Hmmm... let's try filling something else in there.
"I don't understand how anyone could support ISIS/Bosnian genocide/North Darfur."
While I think a person is indeed more effective at life for being able to perform the cognitive contortions necessary to bend their way into the mindset of a murderous totalitarian (without actually believing what they're understanding), I don't consider normal people lacking for their failure to understand refined murderous evil of the particularly uncommon kind -- any more than I expect them to understand the appeal of furry fandom (which I feel a bit guilty for picking out as the canonical Ridiculously Uncommon Weird Thing).
Subscribe to RSS Feed
= f037147d6e6c911a85753b9abdedda8d)
I'm pretty comfortable liking things that others don't, but less comfortable not liking things others consider great. I do know that after listening to bluegrass music for a few years, learning it on the mandolin was challenging but doable. When I switched to jazz, both listening and learning at the same time, it was much harder. Now, I can hear jazz melodies and rhythms and structure that was just not reaching my brain earier. And they are lovely.
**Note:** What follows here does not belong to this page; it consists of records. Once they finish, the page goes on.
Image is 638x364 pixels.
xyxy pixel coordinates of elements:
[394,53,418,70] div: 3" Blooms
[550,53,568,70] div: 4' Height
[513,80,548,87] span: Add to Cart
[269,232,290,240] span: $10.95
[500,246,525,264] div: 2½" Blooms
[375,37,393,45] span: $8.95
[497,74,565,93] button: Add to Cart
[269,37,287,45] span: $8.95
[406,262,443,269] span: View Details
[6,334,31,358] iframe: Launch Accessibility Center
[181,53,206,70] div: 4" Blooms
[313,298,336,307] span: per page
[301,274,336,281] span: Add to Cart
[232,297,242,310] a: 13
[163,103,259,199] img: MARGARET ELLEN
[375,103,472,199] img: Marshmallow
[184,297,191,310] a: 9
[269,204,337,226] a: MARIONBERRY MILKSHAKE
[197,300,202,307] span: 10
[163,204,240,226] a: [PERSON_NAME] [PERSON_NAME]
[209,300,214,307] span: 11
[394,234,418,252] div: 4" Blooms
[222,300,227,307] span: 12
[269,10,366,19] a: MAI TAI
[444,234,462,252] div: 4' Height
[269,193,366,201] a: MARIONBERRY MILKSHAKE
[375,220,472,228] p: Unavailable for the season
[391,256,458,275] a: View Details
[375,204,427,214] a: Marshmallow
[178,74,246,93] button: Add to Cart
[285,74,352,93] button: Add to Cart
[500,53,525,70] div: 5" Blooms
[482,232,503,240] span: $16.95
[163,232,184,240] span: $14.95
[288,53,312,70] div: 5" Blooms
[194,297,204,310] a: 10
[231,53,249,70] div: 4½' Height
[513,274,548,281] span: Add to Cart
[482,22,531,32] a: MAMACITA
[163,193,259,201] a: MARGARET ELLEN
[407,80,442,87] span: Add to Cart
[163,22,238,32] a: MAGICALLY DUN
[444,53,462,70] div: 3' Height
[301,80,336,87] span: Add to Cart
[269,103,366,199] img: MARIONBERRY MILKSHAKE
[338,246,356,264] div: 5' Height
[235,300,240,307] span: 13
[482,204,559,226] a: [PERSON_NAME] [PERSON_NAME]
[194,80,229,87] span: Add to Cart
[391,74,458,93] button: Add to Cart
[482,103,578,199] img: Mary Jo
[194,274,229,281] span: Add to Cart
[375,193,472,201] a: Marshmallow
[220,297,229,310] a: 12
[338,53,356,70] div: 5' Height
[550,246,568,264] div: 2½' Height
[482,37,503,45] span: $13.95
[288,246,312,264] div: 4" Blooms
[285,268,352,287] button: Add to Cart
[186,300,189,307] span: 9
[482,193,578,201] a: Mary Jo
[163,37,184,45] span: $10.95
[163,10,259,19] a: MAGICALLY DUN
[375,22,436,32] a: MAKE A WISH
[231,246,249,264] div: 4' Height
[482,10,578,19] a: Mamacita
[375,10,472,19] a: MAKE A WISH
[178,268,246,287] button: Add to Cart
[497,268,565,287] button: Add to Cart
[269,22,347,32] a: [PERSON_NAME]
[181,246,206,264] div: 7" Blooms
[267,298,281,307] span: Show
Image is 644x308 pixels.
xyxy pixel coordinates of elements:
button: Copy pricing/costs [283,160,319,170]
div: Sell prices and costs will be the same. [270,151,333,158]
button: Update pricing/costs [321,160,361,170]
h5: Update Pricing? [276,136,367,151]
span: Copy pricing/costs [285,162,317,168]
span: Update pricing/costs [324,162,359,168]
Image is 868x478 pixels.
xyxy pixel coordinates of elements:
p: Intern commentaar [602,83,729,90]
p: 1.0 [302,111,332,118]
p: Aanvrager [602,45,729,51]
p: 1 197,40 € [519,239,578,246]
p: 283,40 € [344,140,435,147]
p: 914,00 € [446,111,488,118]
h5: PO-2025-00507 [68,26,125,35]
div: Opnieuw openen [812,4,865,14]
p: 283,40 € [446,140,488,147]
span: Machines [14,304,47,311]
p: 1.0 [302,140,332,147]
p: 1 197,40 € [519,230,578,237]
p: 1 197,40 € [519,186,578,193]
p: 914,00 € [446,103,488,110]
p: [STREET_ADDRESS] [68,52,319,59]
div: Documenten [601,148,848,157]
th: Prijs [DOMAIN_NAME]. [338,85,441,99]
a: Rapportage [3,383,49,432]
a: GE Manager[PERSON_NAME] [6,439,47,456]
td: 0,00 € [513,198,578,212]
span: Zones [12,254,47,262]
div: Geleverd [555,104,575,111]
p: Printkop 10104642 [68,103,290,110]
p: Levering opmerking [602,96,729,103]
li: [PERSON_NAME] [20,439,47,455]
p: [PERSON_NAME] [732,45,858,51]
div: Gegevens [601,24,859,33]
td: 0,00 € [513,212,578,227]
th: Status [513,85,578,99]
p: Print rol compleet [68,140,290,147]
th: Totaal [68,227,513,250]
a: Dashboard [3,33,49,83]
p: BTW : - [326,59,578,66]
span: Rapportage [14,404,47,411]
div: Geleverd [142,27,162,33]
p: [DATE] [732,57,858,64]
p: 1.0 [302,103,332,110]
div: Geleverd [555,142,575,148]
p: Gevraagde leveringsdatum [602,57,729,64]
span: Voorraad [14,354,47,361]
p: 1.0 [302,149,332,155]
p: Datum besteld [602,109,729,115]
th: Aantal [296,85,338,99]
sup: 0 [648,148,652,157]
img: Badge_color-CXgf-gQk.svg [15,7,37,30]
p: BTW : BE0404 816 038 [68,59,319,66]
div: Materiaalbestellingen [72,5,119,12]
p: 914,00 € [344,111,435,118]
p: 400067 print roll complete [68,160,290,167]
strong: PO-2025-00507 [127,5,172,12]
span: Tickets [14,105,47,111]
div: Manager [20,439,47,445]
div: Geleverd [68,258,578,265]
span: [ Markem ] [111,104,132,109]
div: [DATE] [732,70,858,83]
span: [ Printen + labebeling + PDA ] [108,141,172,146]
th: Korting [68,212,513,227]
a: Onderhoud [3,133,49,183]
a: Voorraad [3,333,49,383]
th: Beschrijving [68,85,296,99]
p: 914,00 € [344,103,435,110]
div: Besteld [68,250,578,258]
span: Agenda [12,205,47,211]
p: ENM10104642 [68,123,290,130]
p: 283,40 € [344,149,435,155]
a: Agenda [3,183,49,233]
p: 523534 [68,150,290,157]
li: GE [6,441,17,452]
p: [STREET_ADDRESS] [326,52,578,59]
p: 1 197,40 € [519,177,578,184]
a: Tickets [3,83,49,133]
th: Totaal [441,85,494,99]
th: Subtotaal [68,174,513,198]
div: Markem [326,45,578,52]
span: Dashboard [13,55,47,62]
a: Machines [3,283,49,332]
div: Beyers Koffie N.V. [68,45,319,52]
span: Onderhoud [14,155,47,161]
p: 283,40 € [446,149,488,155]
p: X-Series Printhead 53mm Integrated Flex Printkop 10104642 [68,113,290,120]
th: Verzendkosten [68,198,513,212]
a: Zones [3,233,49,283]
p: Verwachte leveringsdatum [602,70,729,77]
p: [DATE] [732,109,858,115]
On another note: one time on a bicycle trip I passed through Paris and wandered into the Louvre. I hadn't planned to; it was just there and I said to myself, "Why not?" It was my first time in an art museum, even though I was nearly 60 years old. I'm somewhat of a hillbilly. Anyway, I wound up sitting in front of a huge painting by a Duch master (can't recall the dude's name). I sat for nearly three hours, transfixed. I wound up coming back to it and sitting transfixed for another hour. I can't describe the feelings, only that when I returned the second time, it was like seeing long lost friends: I was so happy! If I had had that experience at an early age, I would have devoted my life to art. I mean Art.